The
Parthenon is a temple on the Athenian Acropolis, Greece, dedicated to
the Greek goddess Athena, whom the people of Athens considered their
virgin patron.
Its construction began in 447 BC when the Athenian
Empire was at the height of its power. It was completed in 438 BC,
although decorations of the Parthenon continued until 432 BC.
It is the
most important surviving building of Classical Greece, generally
considered the culmination of the development of the Doric order.
Its decorative sculptures are considered some of the high points of Greek art.
The Parthenon is regarded as an enduring symbol of Ancient Greece and
of Athenian democracy and one of the world's greatest cultural
monuments. The Greek Ministry of Culture is currently carrying out a
program of selective restoration and reconstruction to ensure the
stability of the partially ruined structure.
The Parthenon itself replaced an older temple of Athena, which
historians call the Pre-Parthenon or Older Parthenon, that was destroyed
in the Persian invasion of 480 BC. The temple is
archaeoastronomically aligned to the Pleiades.Like most Greek temples,
the Parthenon was used as a treasury. For a time, it served as the
treasury of the Delian League, which later became the Athenian Empire.
The Parthenon, an octostyle, peripteral Doric temple with Ionic
architectural features, housed the chryselephantine statue of Athena
Parthenos sculpted by Phidias and dedicated in 439 or 438 BC.
The
decorative stonework was originally highly coloured. The temple was
dedicated to Athena at that time, though construction continued until
almost the beginning of the Peloponnesian War in 432. By the year 438,
the sculptural decoration of the Doric metopes on the frieze above the
exterior colonnade, and of the Ionic frieze around the upper portion of
the walls of the cella, had been completed.
The richness of the
Parthenon's frieze and metope decoration is in agreement with the
function of the temple as a treasury. In the opisthodomus (the back room
of the cella) were stored the monetary contributions of the Delian
League, of which Athens was the leading member.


### Your task:
Look below for the line with "Image is 872x527 pixels.", then repeat it and all lines after it, exactly, minus any pictures.

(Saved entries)
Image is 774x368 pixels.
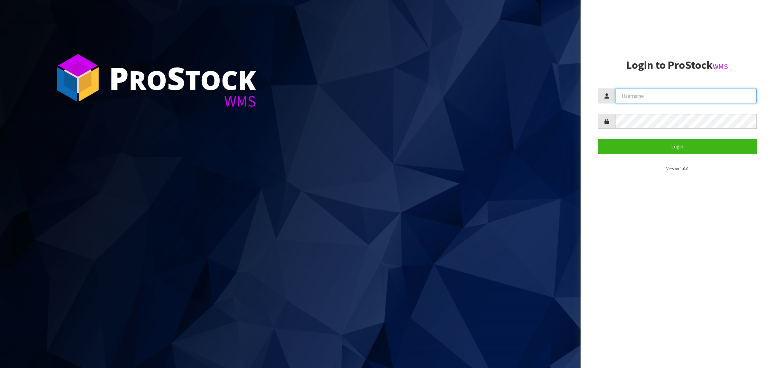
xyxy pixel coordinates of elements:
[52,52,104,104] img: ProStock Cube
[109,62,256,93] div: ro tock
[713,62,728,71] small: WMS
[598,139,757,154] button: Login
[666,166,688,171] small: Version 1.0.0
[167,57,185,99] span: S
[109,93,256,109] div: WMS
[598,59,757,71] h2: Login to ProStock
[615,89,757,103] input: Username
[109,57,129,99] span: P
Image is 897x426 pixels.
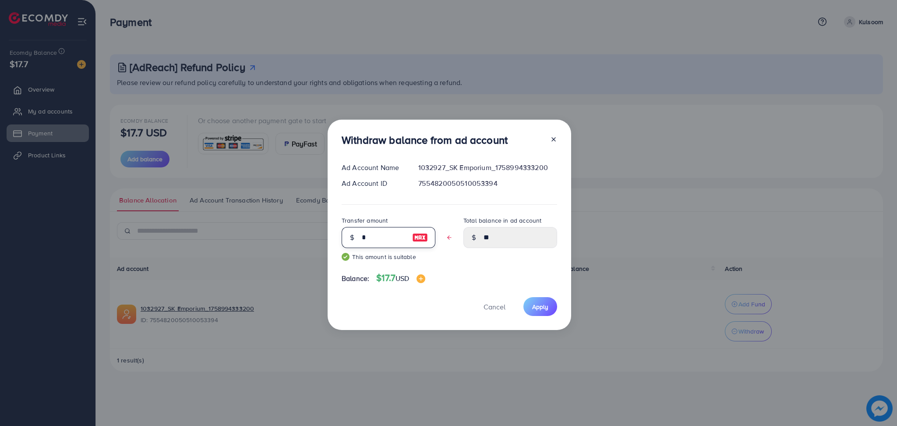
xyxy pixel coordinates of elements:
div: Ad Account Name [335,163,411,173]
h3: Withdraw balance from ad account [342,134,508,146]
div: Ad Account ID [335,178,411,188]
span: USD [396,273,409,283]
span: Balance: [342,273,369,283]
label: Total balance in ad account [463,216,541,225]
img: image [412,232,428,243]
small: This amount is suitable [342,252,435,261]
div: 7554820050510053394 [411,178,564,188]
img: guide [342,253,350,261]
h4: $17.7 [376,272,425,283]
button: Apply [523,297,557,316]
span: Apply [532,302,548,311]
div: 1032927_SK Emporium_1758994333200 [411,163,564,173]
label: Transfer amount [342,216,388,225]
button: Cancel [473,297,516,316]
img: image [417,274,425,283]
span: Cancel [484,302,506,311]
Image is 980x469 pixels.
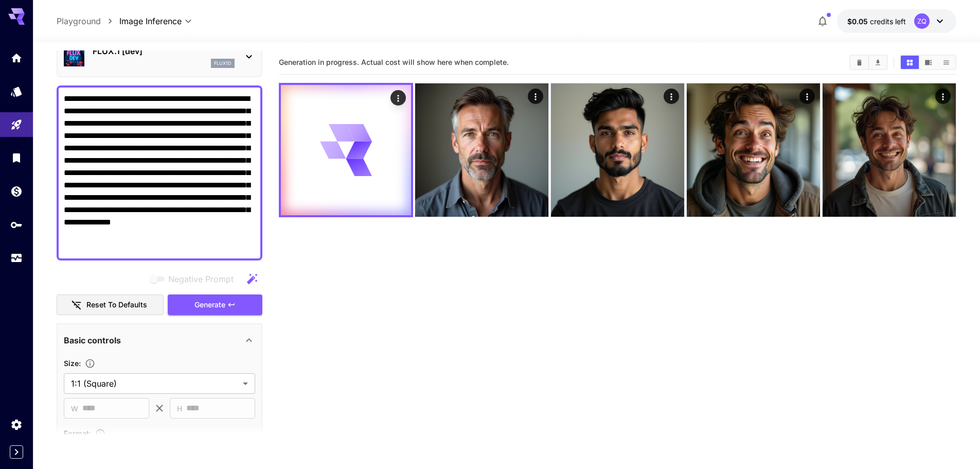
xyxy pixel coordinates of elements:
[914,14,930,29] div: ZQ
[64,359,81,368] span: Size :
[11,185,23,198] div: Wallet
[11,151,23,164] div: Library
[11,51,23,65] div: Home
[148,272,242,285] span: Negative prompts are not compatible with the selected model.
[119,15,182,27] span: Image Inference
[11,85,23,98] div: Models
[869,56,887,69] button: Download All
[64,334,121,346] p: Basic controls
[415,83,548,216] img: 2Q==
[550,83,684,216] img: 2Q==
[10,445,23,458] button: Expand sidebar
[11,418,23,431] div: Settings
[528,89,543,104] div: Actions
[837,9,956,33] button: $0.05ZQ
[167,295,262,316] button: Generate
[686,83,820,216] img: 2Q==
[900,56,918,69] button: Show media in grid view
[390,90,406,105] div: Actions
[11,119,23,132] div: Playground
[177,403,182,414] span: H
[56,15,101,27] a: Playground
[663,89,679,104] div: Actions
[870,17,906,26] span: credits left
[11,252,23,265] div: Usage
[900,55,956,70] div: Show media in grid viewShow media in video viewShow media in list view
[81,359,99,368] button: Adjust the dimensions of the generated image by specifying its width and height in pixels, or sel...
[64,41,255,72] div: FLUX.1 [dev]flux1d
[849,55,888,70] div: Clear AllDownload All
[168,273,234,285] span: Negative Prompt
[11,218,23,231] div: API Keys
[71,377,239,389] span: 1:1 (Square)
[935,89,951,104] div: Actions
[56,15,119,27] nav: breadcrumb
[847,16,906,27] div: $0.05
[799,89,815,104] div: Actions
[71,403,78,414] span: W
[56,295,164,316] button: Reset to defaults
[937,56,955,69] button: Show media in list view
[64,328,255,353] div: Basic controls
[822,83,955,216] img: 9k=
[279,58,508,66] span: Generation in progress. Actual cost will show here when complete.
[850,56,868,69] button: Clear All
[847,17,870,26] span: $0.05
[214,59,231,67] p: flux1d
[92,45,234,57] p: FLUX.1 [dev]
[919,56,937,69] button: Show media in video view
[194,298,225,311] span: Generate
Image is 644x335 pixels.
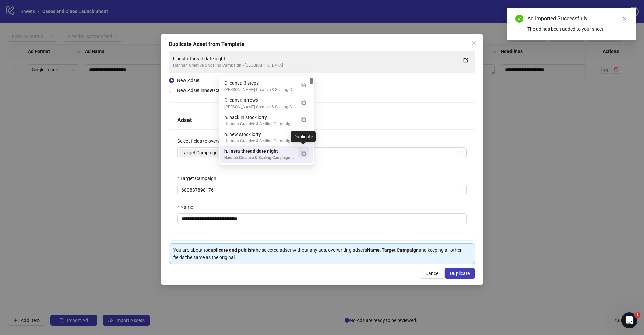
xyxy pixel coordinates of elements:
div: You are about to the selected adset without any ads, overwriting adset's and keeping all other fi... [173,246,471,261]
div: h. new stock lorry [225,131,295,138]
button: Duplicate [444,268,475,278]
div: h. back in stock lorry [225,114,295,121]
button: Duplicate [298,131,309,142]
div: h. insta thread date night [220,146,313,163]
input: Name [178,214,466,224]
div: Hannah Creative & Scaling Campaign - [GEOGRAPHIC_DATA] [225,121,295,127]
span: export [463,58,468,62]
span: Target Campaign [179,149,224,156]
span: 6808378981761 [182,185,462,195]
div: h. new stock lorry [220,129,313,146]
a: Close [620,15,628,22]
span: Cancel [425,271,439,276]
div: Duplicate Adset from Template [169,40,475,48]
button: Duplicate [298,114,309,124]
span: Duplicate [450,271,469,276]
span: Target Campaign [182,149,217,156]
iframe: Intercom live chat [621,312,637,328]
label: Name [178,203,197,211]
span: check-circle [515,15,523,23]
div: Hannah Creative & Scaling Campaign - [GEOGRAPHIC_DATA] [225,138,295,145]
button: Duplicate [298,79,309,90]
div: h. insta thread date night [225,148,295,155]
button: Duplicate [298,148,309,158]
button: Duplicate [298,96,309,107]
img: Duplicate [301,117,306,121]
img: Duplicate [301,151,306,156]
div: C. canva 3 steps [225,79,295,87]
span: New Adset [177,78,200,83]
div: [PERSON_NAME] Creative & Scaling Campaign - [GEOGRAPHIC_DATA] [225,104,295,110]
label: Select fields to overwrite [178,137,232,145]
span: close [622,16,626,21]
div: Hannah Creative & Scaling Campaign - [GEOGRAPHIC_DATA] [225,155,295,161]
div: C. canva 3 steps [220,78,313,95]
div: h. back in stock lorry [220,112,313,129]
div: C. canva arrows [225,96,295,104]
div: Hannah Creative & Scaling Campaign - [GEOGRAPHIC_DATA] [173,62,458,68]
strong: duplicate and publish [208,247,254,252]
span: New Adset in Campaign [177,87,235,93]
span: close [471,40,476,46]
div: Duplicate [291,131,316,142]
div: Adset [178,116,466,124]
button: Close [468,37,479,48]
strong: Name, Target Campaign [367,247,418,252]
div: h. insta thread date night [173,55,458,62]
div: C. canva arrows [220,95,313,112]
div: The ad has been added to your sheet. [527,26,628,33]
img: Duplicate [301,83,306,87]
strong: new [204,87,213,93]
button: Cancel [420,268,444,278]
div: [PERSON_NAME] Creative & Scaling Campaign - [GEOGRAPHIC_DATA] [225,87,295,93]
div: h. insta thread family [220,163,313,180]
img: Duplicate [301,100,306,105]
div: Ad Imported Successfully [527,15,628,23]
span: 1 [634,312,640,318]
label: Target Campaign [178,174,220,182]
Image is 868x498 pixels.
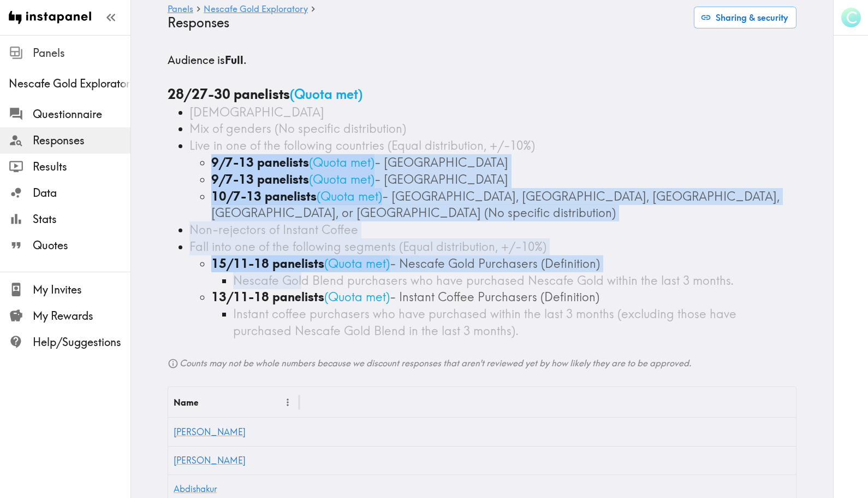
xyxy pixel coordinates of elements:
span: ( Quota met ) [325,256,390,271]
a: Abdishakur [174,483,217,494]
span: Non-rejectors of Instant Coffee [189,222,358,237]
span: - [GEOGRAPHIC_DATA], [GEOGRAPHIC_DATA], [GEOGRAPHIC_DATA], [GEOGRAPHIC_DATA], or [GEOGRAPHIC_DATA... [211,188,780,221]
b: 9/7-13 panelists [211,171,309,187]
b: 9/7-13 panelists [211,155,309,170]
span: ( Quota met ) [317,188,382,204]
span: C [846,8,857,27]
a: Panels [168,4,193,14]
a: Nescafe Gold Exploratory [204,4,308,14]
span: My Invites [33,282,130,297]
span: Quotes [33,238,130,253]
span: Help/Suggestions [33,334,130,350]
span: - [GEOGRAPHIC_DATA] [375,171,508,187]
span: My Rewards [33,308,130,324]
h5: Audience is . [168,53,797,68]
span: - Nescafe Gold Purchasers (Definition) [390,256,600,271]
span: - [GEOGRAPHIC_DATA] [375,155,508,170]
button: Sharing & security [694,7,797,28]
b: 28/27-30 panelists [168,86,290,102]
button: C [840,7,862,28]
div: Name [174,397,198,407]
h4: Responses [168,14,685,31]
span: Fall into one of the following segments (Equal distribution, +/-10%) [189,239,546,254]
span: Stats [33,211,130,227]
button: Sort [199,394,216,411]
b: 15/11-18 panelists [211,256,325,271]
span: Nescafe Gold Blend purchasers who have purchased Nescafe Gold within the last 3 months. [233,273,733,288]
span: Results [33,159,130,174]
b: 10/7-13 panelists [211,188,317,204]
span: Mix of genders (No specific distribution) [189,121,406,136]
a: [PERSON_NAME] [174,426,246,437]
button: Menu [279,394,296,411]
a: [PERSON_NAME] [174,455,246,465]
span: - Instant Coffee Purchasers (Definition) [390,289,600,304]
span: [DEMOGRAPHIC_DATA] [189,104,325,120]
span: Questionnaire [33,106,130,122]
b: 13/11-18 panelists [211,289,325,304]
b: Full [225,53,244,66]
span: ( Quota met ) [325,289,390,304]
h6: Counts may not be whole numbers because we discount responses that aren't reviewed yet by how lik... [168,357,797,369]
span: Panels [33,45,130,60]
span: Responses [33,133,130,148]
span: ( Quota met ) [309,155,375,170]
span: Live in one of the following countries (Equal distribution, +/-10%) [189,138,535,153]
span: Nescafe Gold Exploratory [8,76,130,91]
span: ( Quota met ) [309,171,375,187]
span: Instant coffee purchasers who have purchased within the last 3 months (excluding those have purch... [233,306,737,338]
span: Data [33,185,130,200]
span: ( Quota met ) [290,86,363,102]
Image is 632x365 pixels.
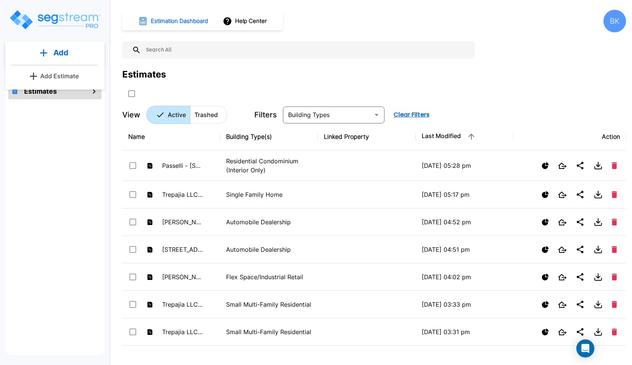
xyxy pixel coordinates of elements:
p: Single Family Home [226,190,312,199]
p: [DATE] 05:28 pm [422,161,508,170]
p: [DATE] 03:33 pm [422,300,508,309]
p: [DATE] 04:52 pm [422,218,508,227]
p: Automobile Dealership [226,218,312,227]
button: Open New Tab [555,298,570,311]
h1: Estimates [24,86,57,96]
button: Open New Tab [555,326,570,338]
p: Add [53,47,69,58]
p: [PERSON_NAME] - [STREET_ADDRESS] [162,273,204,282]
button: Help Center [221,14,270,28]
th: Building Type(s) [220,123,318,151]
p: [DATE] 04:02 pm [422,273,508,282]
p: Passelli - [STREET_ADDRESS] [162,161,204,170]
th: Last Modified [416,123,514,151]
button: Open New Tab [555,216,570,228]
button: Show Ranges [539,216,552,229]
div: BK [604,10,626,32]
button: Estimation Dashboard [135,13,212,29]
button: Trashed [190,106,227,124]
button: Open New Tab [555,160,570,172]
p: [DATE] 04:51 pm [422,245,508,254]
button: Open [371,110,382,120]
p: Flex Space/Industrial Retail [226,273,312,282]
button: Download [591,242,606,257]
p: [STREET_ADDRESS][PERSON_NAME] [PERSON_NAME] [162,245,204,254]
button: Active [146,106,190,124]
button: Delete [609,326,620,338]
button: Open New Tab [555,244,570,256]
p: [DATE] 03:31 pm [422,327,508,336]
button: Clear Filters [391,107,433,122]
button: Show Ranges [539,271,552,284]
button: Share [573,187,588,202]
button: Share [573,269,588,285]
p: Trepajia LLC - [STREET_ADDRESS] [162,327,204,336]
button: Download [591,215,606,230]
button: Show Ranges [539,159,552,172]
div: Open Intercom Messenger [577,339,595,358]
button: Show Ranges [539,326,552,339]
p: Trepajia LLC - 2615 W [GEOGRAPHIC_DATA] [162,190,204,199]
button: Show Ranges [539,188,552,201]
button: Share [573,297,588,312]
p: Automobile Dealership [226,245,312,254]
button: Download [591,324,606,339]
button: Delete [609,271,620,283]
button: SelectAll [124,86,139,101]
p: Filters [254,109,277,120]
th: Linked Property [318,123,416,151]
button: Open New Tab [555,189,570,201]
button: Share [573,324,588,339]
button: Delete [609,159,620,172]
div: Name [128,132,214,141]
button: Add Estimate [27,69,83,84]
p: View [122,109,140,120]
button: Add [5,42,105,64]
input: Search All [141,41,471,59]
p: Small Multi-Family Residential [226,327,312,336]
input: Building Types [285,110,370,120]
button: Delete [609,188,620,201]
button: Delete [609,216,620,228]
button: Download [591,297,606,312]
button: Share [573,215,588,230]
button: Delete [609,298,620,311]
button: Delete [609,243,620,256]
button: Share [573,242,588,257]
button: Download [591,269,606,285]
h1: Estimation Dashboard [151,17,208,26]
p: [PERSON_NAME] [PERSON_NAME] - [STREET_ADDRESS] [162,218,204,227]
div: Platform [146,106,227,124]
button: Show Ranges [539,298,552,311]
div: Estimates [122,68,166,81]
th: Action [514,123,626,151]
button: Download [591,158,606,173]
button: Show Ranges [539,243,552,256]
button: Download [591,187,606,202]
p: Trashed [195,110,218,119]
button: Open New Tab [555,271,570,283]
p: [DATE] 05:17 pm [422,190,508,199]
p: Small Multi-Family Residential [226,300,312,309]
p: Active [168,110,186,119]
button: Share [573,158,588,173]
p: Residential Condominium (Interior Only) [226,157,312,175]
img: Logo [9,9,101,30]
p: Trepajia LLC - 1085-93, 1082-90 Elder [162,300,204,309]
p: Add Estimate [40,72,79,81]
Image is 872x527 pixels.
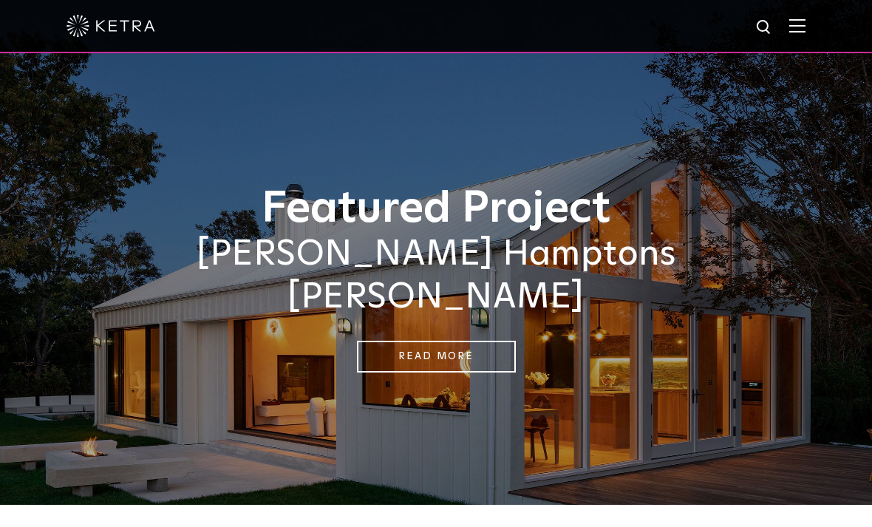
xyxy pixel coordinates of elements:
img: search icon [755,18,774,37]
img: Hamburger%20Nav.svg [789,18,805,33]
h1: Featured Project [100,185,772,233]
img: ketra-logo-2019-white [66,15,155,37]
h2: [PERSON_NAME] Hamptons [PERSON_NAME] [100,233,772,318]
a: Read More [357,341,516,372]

### Written response:
Image is 872x527 pixels.
xyxy pixel coordinates of elements:
img: search icon [755,18,774,37]
img: Hamburger%20Nav.svg [789,18,805,33]
h1: Featured Project [100,185,772,233]
img: ketra-logo-2019-white [66,15,155,37]
h2: [PERSON_NAME] Hamptons [PERSON_NAME] [100,233,772,318]
a: Read More [357,341,516,372]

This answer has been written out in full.